A new publication called Fairer Disputations, part of the Wollstonecraft Project initiative of the Abigail Adams Institute, has as its goal the articulation of a new form of feminism “grounded in the basic premise that sex is real.” Gathering a group of scholars and writers who abide by the 18th-century feminist Mary Wollstonecraft’s “understanding of rights grounded in responsibilities,” the project seeks to facilitate the study of issues affecting women’s dignity and rights in the contemporary world. Today, there are countless instances where popular feminism has adopted a corporate, overly politicized framework which fails to address the real life-concerns of women – and alienated those who do not share the belief that gender is a choice.
Gender Ideology Erodes Women’s Rights
The editors and writers at FD rightly recognize gender ideology for what it is: a legitimate threat to the hard-won legal and political rights of women, as well as a threat to their physical safety and dignity. Even more so, they see that it’s not so much women have earned some special right to political recognition, but that in order for the law to protect women and their personhood adequately, it must acknowledge the peculiarities and hazards of being a woman and living with a female-sexed body. This is especially apparent in the domains of health and safety, where women’s-only spaces serve not only to give privacy but to protect them from sex-based targeting.There is a reason why men don’t need an OB/GYN – they are not equipped with a woman’s reproductive system, and therefore don’t share their particular medical needs. Whether or not they are pregnant, infertile, or otherwise compromised, women are marked by the reality that in their body’s very structure, down the very last strand of DNA, they are built to bear new life. The new gender regime would do away with these inconvenient facts in order to assuage the emotions of some who experience gender dysphoria, at the expense of women’s health and well-being. There is no reason why those who suffer the feeling of being in the “wrong body” should be affirmed in their belief to the harm of actual women, only to be let down later when the hormones and surgery leave them regretful.
An Antidote to Superficiality
Why is it acceptable that women who have bound their breasts, taken testosterone, and gone under the knife only to experience regret are villainized as traitors, rather than met with sympathy for being led to misunderstand themselves and their personal struggles? How is it different to advise a young adolescent girl, whose body and mind are undergoing rapid change, that she should alter her outward appearance through hormones and surgeries versus donning heavy makeup, embracing plastic surgery or extreme dieting to conform to the world’s standard of female beauty? The basis for questioning this pressure to conform suddenly becomes unreasonable when it is aimed at surgical transition and hormone therapy. The women (and men) over at FD understand the roots of the inconsistency lie in a false understanding of what it means to be male or female. In doing so, they offer a much-needed antidote to the false gospel of gender ideology, and a much-needed remedy to modern day feminism’s temptations to abandon real women in favor of oppression olympics and grievance-based theorizing. Hopefully, in time, more women will come to disdain modern-day feminism’s affirmation of superficiality – the falsehood that being female comes down to mere feeling or appearance, rather than ontological, biological reality.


Problem to solve
Scan the listing below for "labels", then report every line that has it.

<<<<

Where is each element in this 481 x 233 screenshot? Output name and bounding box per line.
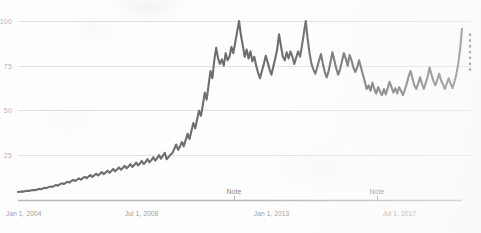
y-tick-50: 50	[4, 107, 12, 114]
x-axis-tick-labels: Jan 1, 2004Jul 1, 2008Jan 1, 2013Jul 1, …	[6, 210, 416, 217]
line-chart: 255075100 NoteNote Jan 1, 2004Jul 1, 200…	[0, 0, 481, 233]
note-label-0: Note	[226, 188, 241, 195]
y-tick-25: 25	[4, 152, 12, 159]
note-annotations: NoteNote	[226, 188, 384, 195]
x-tick-3: Jul 1, 2017	[383, 210, 417, 217]
x-tick-2: Jan 1, 2013	[254, 210, 290, 217]
y-axis-tick-labels: 255075100	[0, 18, 12, 159]
x-tick-1: Jul 1, 2008	[125, 210, 159, 217]
data-series-line	[18, 21, 462, 192]
y-tick-100: 100	[0, 18, 12, 25]
note-label-1: Note	[369, 188, 384, 195]
y-tick-75: 75	[4, 63, 12, 70]
chart-plot-area: 255075100 NoteNote Jan 1, 2004Jul 1, 200…	[0, 0, 481, 233]
x-tick-0: Jan 1, 2004	[6, 210, 42, 217]
gridlines	[18, 22, 472, 156]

>>>>

Solution to this task
x-axis-tick-labels: Jan 1, 2004Jul 1, 2008Jan 1, 2013Jul 1, …	[6, 210, 416, 217]
y-axis-tick-labels: 255075100	[0, 18, 12, 159]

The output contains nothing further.